Devin, the First AI Programmer, is Born
On March 13, Cognition Labs launched its first AI software engineer, Devin. Based on the information released so far, Devin appears to be one of the strongest AI software engineers available.
In the SWE-Bench basic test, Devin was able to solve 13.86% of the problems without human assistance, while the current SOTA model can only accomplish 1.96% of the tasks.
Devin's ability to solve real-world software problems surpasses that of current models such as GPT-4 and Claude, based on the results alone.
Officials tweeted that Devin not only passed an interview with one of the industry's leading AI companies but also successfully fulfilled a single work request on the freelance platform Upwork.
With the real world now non-existent, will Devin make software engineering obsolete?
Devin is not yet available to the public. However, during testing, a developer reported success in using AI to assist with coding. Previously, attempts to use AI for this purpose had failed. Recently, the developer tasked Devin with extracting selectors from a simple HTML page. Other AI tools such as GPT-4-turbo, Claude, Groq, and LLama2 were unable to complete this task, but Devin succeeded in just 10s.
So, how capable is this AI software engineer who came to steal the programmer's job?
Full-stack abilities to create finished projects independently
Although many models on the market can program, they often require step-by-step prompts to generate a complete program.
With Devin, all you have to do is ask it to do something and wait for it to complete the task.
Devin's approach involves automatically writing code based on natural language cues, generating complete programs, and publishing them online. It can also plan and execute complex tasks that require thousands of decisions.
This is made possible by advances in long-term reasoning and planning by the Cognition AI behind it, which allows Devin to recall relevant context at each step, learn over time, and correct mistakes.
Devin specialises in autonomous learning and using unfamiliar technology from new knowledge.
He can even train and fine-tune his own AI models. It appears that AI is about to close the loop.
According to Alex Atallah, former CTO of OpenSea, Devin is the first AI agent he has interacted with that makes him feel like he is communicating with real, useful people.
Cognition AI claims that Devin has achieved a breakthrough in AI comprehension, going beyond predicting the next word or line of code to considering the overall approach to problem-solving.
The specifics yet unknown, the technology is headed toward autonomous driving
The use of AI in software development is not a new concept. However, most AI products are designed to assist in programming. Devin's technology path, which CognitionAI has not yet disclosed, briefly mentions that the team has found a unique way to combine large-scale language models (LLMs), such as OpenAI's GPT-4, with reinforcement learning techniques. This approach could be the key to a technological breakthrough.
After watching Devin's demo, Andrej Karpathy, an AI expert who recently departed OpenAI, provided some insights. He believes that the development of automated software engineering will follow a similar path to automated driving, where AI takes on more and more tasks while humans provide oversight.
$21 million Series A fundraising round, ten-person team
The company behind Devin is called Cognition AI, based in New York and San Francisco, and is positioned as an applied AI lab focused on reasoning. The company was incorporated two months ago after working in secret. Cognition Labs recently launched Devin and announced the closing of a $21 million Series A round led by Funders Fund.
The team consists of only 10 members, but they have won 10 IOI gold medals. The founding members have worked on AI frontiers at Cursor, Scale AI, Lunchclub, Modal, Google DeepMind, Waymo, Nuro, and other companies.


● THE TASK
In the records below, work out how many lines hold the word "Hairdressers". Report the number alone.

● DATA FOR REVIEW
== Segment start ==

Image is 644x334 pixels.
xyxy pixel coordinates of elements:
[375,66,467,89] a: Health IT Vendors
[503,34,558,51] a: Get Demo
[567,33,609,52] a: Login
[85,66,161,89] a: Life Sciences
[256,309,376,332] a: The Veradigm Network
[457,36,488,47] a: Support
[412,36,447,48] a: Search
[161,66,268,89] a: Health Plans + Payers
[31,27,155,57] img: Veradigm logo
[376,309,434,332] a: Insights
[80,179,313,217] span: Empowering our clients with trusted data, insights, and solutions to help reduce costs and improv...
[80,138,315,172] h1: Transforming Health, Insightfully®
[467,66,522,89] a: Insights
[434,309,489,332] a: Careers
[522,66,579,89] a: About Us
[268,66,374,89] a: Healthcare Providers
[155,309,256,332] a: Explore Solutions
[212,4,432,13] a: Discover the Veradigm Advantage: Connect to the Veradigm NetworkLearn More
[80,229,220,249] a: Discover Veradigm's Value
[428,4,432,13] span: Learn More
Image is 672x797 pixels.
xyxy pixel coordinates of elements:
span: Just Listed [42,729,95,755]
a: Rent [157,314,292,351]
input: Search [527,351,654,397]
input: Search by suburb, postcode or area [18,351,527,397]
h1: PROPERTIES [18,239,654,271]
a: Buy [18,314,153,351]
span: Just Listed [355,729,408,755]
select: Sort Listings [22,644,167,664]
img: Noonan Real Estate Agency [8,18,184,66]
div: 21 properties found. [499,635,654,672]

== Segment end ==
== Segment start ==

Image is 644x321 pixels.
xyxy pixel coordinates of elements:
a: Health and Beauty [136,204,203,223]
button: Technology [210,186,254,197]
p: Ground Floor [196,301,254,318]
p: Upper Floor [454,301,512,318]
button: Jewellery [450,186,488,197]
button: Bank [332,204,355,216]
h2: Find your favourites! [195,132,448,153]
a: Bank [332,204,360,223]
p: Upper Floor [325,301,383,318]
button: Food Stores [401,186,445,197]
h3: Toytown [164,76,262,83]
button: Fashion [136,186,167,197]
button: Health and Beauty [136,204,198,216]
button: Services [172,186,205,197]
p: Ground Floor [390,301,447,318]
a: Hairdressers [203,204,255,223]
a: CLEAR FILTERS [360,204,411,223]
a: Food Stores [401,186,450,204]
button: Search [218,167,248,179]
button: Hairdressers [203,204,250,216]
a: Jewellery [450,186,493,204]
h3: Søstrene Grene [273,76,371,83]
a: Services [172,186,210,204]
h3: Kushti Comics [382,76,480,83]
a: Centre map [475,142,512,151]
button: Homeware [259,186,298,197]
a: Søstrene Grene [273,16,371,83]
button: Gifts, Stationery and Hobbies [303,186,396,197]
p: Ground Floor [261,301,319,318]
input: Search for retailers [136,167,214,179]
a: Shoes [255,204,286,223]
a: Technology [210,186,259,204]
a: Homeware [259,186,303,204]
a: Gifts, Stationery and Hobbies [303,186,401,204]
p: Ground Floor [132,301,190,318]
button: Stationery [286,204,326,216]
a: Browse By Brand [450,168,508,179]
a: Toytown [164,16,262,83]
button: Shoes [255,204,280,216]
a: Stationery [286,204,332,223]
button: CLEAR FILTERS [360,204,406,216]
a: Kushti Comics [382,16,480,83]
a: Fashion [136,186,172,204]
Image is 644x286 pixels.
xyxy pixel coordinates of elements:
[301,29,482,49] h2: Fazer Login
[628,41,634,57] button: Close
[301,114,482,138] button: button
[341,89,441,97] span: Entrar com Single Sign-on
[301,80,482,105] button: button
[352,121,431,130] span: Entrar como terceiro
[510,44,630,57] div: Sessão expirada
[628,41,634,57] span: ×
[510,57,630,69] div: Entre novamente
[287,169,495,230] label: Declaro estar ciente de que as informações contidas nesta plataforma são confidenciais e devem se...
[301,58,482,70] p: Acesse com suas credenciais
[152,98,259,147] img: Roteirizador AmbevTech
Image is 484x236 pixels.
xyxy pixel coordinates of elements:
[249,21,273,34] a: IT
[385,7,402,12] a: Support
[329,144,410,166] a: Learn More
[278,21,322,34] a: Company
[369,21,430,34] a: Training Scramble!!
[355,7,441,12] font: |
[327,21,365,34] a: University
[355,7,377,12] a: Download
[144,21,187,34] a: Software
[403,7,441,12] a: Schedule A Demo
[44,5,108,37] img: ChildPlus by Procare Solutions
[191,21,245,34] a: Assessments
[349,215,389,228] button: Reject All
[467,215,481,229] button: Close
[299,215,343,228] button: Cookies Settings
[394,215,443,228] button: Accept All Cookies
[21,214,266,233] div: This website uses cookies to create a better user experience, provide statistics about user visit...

== Segment end ==

● TASK RESULT
2